We should not be entertained by the sins for which Christ died.
John MacArthur

brothers, rise up. your sisters need you to show them their worth, strength, & potential.

sisters, rise up. your brothers need you to show them their worth, strength, & potential.


Swarthmore TEDx Talk on Social Change

Stop fighting the war on poverty and start fighting the war on pathological power.

“Are you willing to fight the war on pathological power even if it means you giving up your own power?”


heartworm

dictionaryofobscuresorrows:

n. a relationship or friendship that you can’t get out of your head, which you thought had faded long ago but is still somehow alive and unfinished, like an abandoned campsite whose smoldering embers still have the power to start a forest fire.


I say to myself, “The Lord is my portion; therefore I will wait for Him.
Lamentations 3:24

It is okay to want to be loved by others.

It is okay to want the love of someone else. It is okay that you are not happy when you go without encouragement. I made you to love and to be loved. You are designed to have relationships, and not just with me. Hear me when I say that I am all you need. You do not need anyone else. I am all you need, but I am also the minimum that you need. There are many members to the family of God. Do not doubt me, I will always provide, for I know the desires of your heart and I am faithful to fulfill them. Seek first my kingdom, and I will bless you with deep friendships. I will provide people who are committed to you in love.


Then your light will break forth like the dawn, and your healing will quickly appear; then your righteousness will go before you, and the glory of the LORD will be your rear guard. Then you will call, and the LORD will answer; you will cry for help, and He will say: Here am I.
Isaiah 58:8-9a

“ABOVE ALL ELSE, GUARD YOUR HEART, for it is the wellspring of life” (Proverbs 4:23).

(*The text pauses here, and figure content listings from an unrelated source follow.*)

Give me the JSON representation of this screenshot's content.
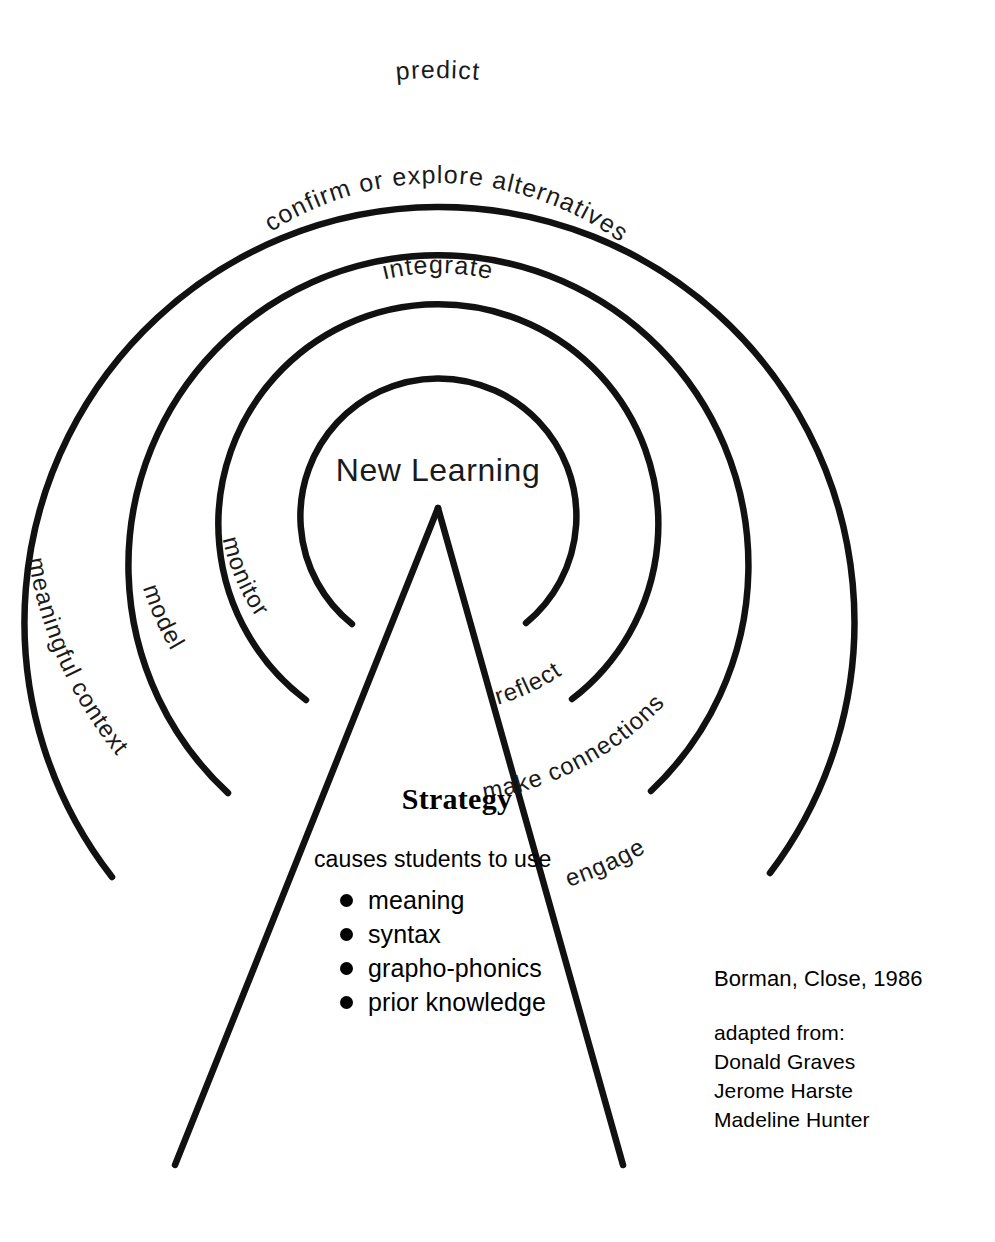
{
  "diagram": {
    "center_label": "New Learning",
    "geometry": {
      "center_x": 438,
      "center_y": 493,
      "radii": [
        415,
        310,
        220,
        138
      ],
      "apex_x": 438,
      "apex_y": 508,
      "leg_left_x": 175,
      "leg_right_x": 623,
      "leg_bottom_y": 1165
    },
    "colors": {
      "stroke": "#111111",
      "text": "#1a1a1a",
      "background": "#ffffff"
    },
    "rings": [
      {
        "index": 1,
        "name": "outer-ring",
        "radius": 415,
        "top_label": "predict",
        "left_label": "meaningful context",
        "right_label": "engage"
      },
      {
        "index": 2,
        "name": "second-ring",
        "radius": 310,
        "top_label": "confirm or explore alternatives",
        "left_label": "model",
        "right_label": "make connections"
      },
      {
        "index": 3,
        "name": "third-ring",
        "radius": 220,
        "top_label": "integrate",
        "left_label": "monitor",
        "right_label": "reflect"
      },
      {
        "index": 4,
        "name": "inner-ring",
        "radius": 138,
        "top_label": "",
        "left_label": "",
        "right_label": ""
      }
    ],
    "arc_labels": {
      "predict": "predict",
      "confirm_or_explore_alternatives": "confirm or explore alternatives",
      "integrate": "integrate",
      "monitor": "monitor",
      "model": "model",
      "meaningful_context": "meaningful context",
      "reflect": "reflect",
      "make_connections": "make connections",
      "engage": "engage"
    }
  },
  "strategy": {
    "title": "Strategy",
    "subtitle": "causes students to use",
    "items": [
      "meaning",
      "syntax",
      "grapho-phonics",
      "prior knowledge"
    ]
  },
  "credit": {
    "primary": "Borman, Close, 1986",
    "adapted_label": "adapted from:",
    "sources": [
      "Donald Graves",
      "Jerome Harste",
      "Madeline Hunter"
    ]
  }
}
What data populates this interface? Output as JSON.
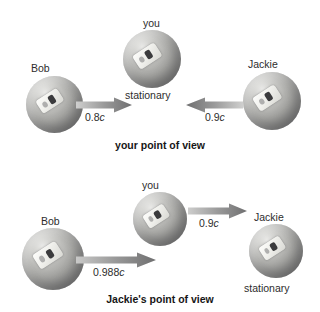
{
  "figure": {
    "type": "physics-diagram"
  },
  "panels": [
    {
      "id": "your-point-of-view",
      "caption": "your point of view",
      "objects": [
        {
          "name": "Bob",
          "label": "Bob",
          "state": ""
        },
        {
          "name": "you",
          "label": "you",
          "state": "stationary"
        },
        {
          "name": "Jackie",
          "label": "Jackie",
          "state": ""
        }
      ],
      "arrows": [
        {
          "from": "Bob",
          "to": "you",
          "direction": "right",
          "speed": "0.8",
          "unit": "c"
        },
        {
          "from": "Jackie",
          "to": "you",
          "direction": "left",
          "speed": "0.9",
          "unit": "c"
        }
      ]
    },
    {
      "id": "jackies-point-of-view",
      "caption": "Jackie's point of view",
      "objects": [
        {
          "name": "Bob",
          "label": "Bob",
          "state": ""
        },
        {
          "name": "you",
          "label": "you",
          "state": ""
        },
        {
          "name": "Jackie",
          "label": "Jackie",
          "state": "stationary"
        }
      ],
      "arrows": [
        {
          "from": "Bob",
          "to": "Jackie",
          "direction": "right",
          "speed": "0.988",
          "unit": "c"
        },
        {
          "from": "you",
          "to": "Jackie",
          "direction": "right",
          "speed": "0.9",
          "unit": "c"
        }
      ]
    }
  ],
  "colors": {
    "background": "#ffffff",
    "sphere_light": "#e9e9e7",
    "sphere_dark": "#6d6d6e",
    "arrow_dark": "#6f6f70",
    "arrow_light": "#d3d3d2",
    "text": "#2d2d2d"
  }
}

(1) In contemporary Western symbolism, the heart is the seat of emotions: e.g., “I love you with all my heart.” But in the symbol-world of Scripture, the heart is the seat of the whole person. It is closer to what we mean by “mind,” though in English “mind” is perhaps a little too restrictively cerebral.

(2) So “guard your heart” means more than “be careful what, or whom, you love”—though it cannot easily mean less than that. It means something like, “Be careful what you treasure; be careful on what you set your affections and thoughts.”

(3) For the “heart,” in this usage, “is the wellspring of life.” It directs the rest of life. What you set your mind and emotions on determines where you go and what you do. It may easily pollute all of life. The imagery is perhaps all the clearer in this section of Proverbs because the ensuing verses mention other organs: “Put away perversity from your mouth; keep corrupt talk far from your lips. Let your eyes look straight ahead…. Make level paths for your feet” (Prov. 4:24-26). But above all, guard your heart, “for it is the wellspring of life.” It is the source of everything in a way that, say, the feet are not. Jesus picks up much the same imagery. “You brood of vipers,” he says to one group, “how can you who are evil say anything good? For out of the overflow of the heart the mouth speaks. The good man brings good things out of the good stored up in him, and the evil man brings evil things out of the evil stored up in him” (Matt. 12:34-35, italics added). So guard your heart.

(4) Make this duty of paramount importance: “Above all else, guard your heart.” One can see why. If the heart is nothing other than the center of your entire personality, that is what must be preserved. If your religion is merely external, while your “heart” is a seething mass of self-interest, what good is the religion? If your heart is ardently pursuing peripheral things (not necessarily prurient things), then from a Christian perspective you soon come to be occupied with the merely peripheral. If what you dream of is possessing a certain thing, if what you pant for is a certain salary or reputation, that shapes your life. But if above all else you see it to be your duty to guard your heart, that resolve will translate itself into choices of what you read, how you pray, what you linger over. It will prompt self-examination and confession, repentance, and faith, and will transform the rest of your life.